George had good eyes, dark and whimsical. She could see that he enjoyed having her there. He was younger than she would have guessed: his brow was unfurrowed, and there was something inescapably innocent in his demeanor. He was handsome, in the way that most young men are handsome. But the smile, and the eyes, added an extra dimension. He would be worth cultivating, she decided.

"How unsafe is this place?" she asked.

The passageway was too small for him. He changed his position, trying to get comfortable. "Normally, we'd have taken time to buttress everything, but we're on the run. We're violating all kinds of regulations being in here at all. If something goes, somebody may get killed." He frowned. "And I'll be responsible."

"You?"

"Yes."

"Then close the place down."

"It's not that easy, Hutch. I probably should do that. But Henry is desperate."

Eddie Juliana had no time to waste. "Red tags first," he said. Hutch glanced around at stacks of cases, most of them empty; and at rows of artifacts: clay vessels, tools, machines, chunks of engraved stone. Some cases were sealed. These were labeled in red, yellow, and blue.

"Okay," she said, not certain what she was to do with the red tags.

Eddie moved around the storeroom with the energy of a rabbit in heat. He ducked behind crates, gave anxious directions to someone over his commlink, hurried in and out checking items on his inventory.

He stopped and gazed at Hutch. "You were planning on helping, right?"

Hutch sighed. "Tell me what you want done."

He was thin and narrow with red hair and a high-pitched voice. More than any of the others, he seemed driven by events. Hutch never saw him smile, never saw him relax. He struck her as one of those unfortunate people who see the downside of everything. He was young, and she could not imagine his taking a moment to enjoy himself. "Sub's waiting," he said. "There's a cart by the door, ready to go. Take it over. Carson'11 be there to unload. You come back.
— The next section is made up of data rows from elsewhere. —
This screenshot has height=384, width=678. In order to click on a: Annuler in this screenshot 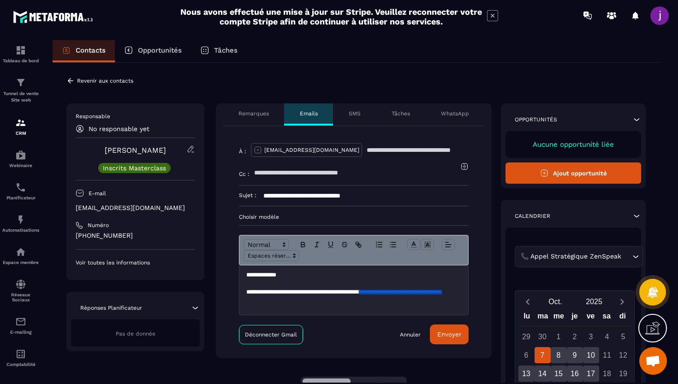, I will do `click(410, 334)`.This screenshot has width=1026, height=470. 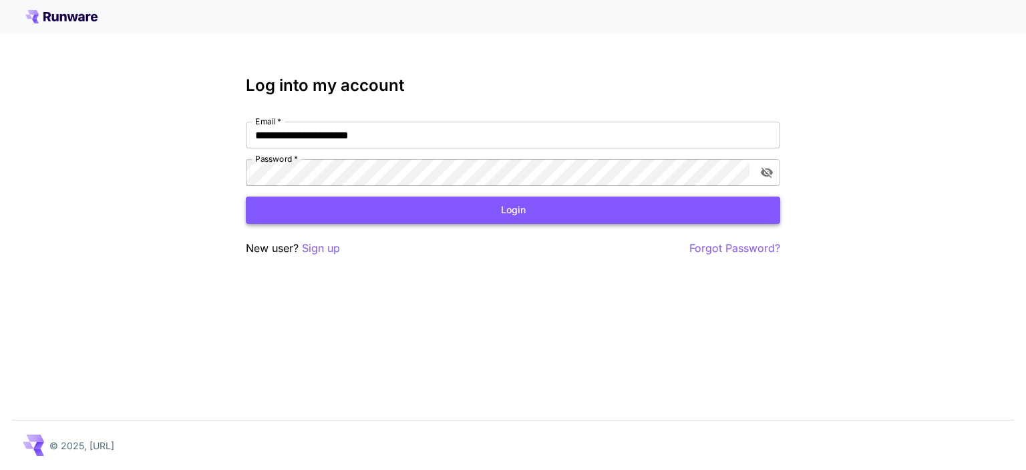 What do you see at coordinates (735, 248) in the screenshot?
I see `button: Forgot Password?` at bounding box center [735, 248].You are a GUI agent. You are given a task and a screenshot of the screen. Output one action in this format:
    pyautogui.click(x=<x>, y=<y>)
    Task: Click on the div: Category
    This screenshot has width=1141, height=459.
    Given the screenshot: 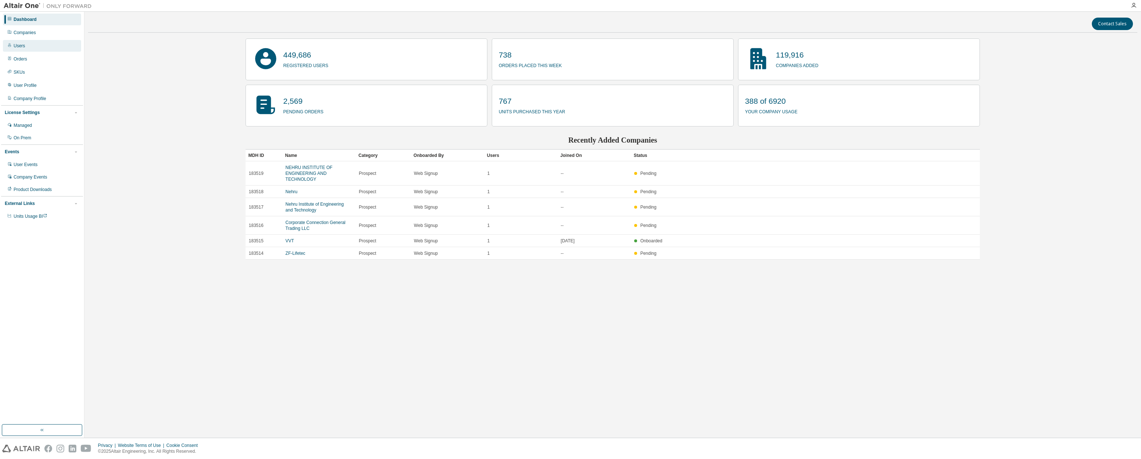 What is the action you would take?
    pyautogui.click(x=383, y=156)
    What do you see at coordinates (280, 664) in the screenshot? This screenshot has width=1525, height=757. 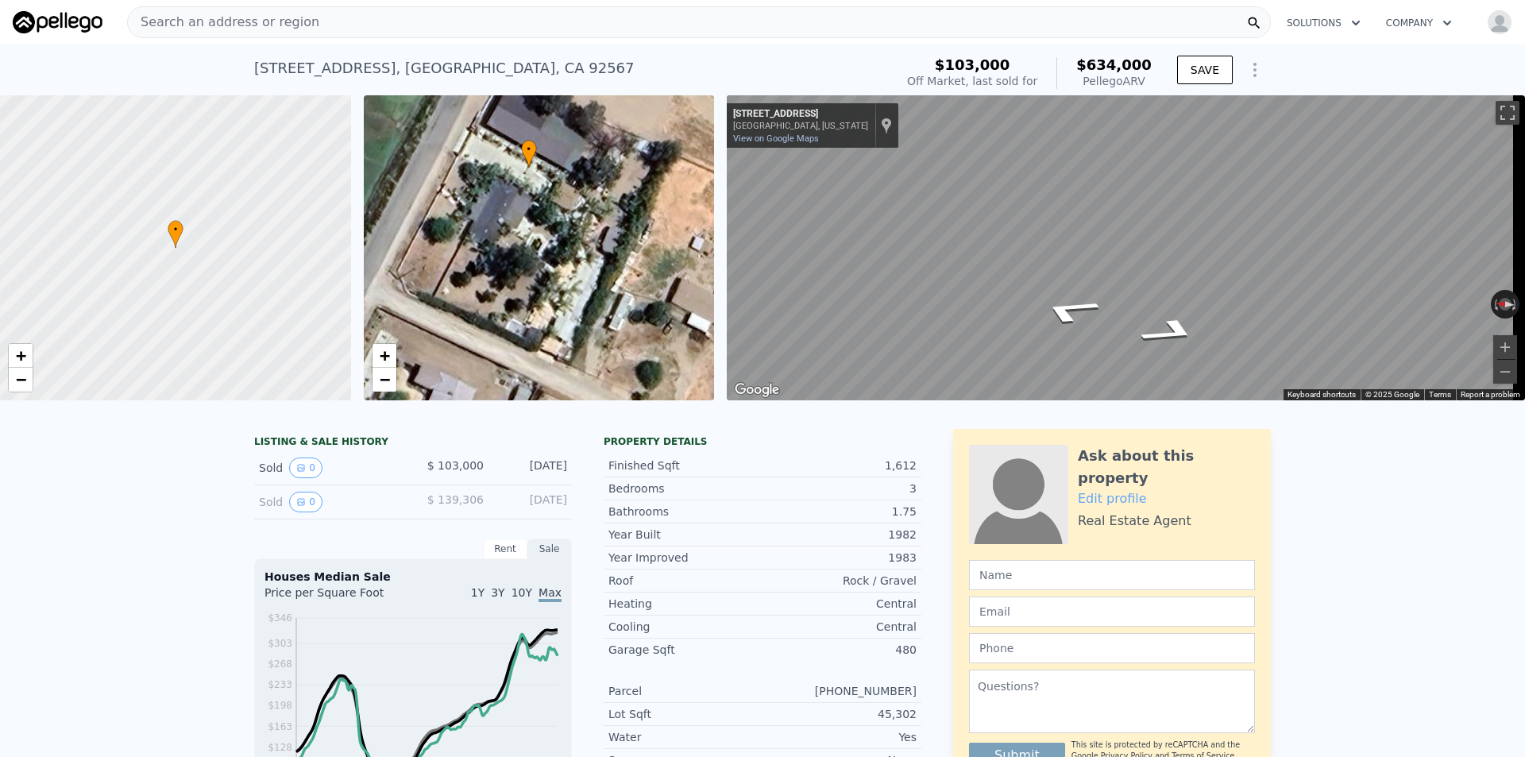 I see `tspan: $268` at bounding box center [280, 664].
I need you here."

"Okay."

"You really did come in the Wink, right?"

"Yes."

"That's good. I didn't trust them not to change their minds, try to save a buck, and send a packet for the evacuation."

She looked around at the rows of artifacts. "Is this everything?"

"There are three more storerooms. All full."

"Okay," she said. "We've got plenty of space. But I'm not sure there's going to be time."

"You think I don't know that?" He stared morosely at a cylindrical lump of corrosion. "You know what that is?"

"No."

"It's a ten-thousand-year-old radio receiver." His fingers hovered over it, but did not touch it. "This is the case. Speaker here. Vacuum tubes back here, we think. It was a console." He swung toward her, and his brown, washed-out eyes grew hard. "It's priceless." His breast heaved, and he sounded very much like a man who was confronting ultimate stupidity. "These cases are filled with artifacts like this. They are carefully packed. Please be gentle with them."

Hutch did not bother to take offense. She drove the cart to the submarine bay, turned it over to Carson and a muscular graduate student whose name was Tommy Loughery, got Carson's opinion that Eddie was a basket case, and came back. "We have room on the sub for two more loads," she said.

"How much can your shuttle carry?"

"About two and a half times the capacity of the sub."

"And ours will carry about half that much." He looked around in dismay. "We're going to have to make a few trips. I'd hoped you'd have more capacity."

"Sorry."

Stacks of tablets piled on a tabletop caught her eye. They were filled with symbols, drawn with an artistic flair. "Can we read them?" she asked.

"No," he said.

"How old are they?"

"Six thousand years. They were good-luck talismans. Made by mixing animal fat with clay, and baking the result. As you can see, they last a long time."